At 06:58 PM 7/2/2004 -0700, Tom Eastep wrote:
[...]
If we would just admit that .lrp files are nothing more than stylized gzip-compressed tar files and change their extension to .tgz, we wouldn't have this problem.

If you are referring to the text/binary problem I raised, this is not true. It applies to any idiosyncratic extension, since most Web servers treat unknown extensions as type text.

My point is that under the covers, a .lrp archive is really a .tgz and that the .tgz extension is orders of magnitude more common than .lrp. So by switching the extension from .lrp to .tgz, you reduce the problem by a similar order of magnitude.

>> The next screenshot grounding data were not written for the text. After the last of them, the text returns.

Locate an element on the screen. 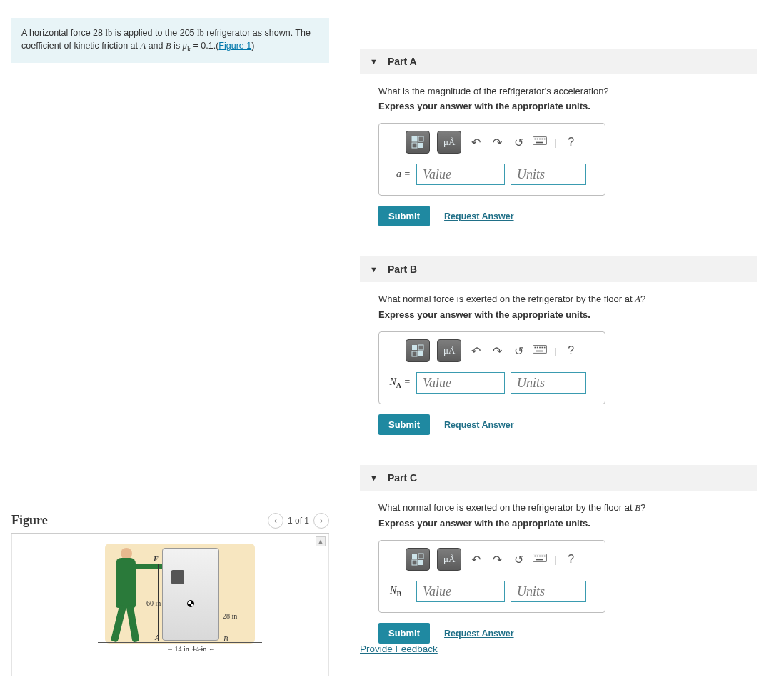 The height and width of the screenshot is (700, 764). figure-label-B: B is located at coordinates (226, 639).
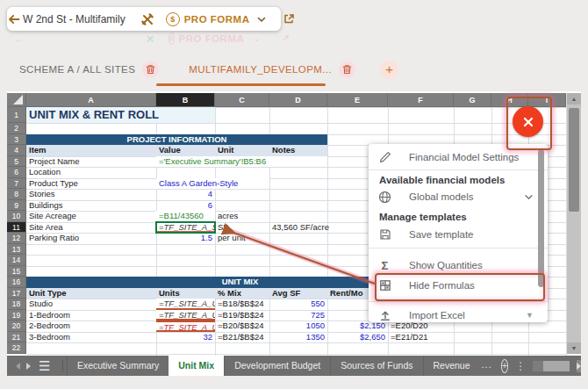 Image resolution: width=588 pixels, height=389 pixels. I want to click on next-sheet-arrow, so click(28, 366).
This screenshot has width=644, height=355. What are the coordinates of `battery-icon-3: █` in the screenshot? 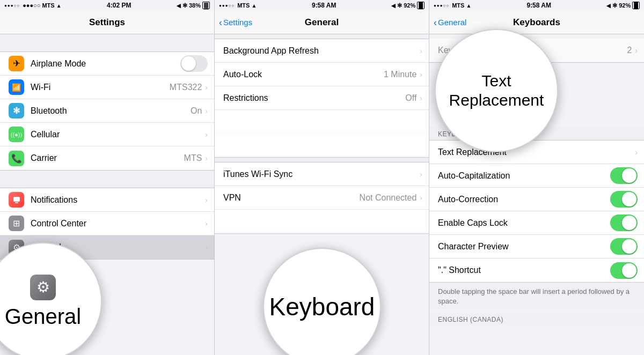 It's located at (636, 5).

Out of the box, Apache is configured with .tgz as a known extension -- not so with .lrp.


I understood that the first time, Tom. I'm trying to say that I disagree with it.

The .lrp extension isn't the problem. It requires only a 1-line addition to an Apache config file. No big deal to do, and we get the same "order of magnitude" improvement. LEAF uses the .lrp extension a lot, and has for a long time, so it's worth making a modest effort to let it work for downloads ... that's a lot less work than rewriting the package installer, I'd think. And we seem to have done so; I never have a problem with an .lrp package from LEAF.

The problem arises when various LEAF developers individually coin their own idiosyncratic extensions and, since they do their downloads using Linux, don't notice that they've made life hard for Windows users (except the ones who use IE, of course).

Note that in my prior message, I listed an enormous number of oddball extensions that Sourceforge gets right, and only one -- .iso -- that it (or possibly a non-Sourceforge site that we're linking to; it was hard to tell) handled wrong.

Since .iso is a meaningful extension to the Linux (and I think to the Windows) community, we shouldn't deal with this problem by (for example) forcing all .iso files to be renamed .iso.bin. We should fix the problem on the server.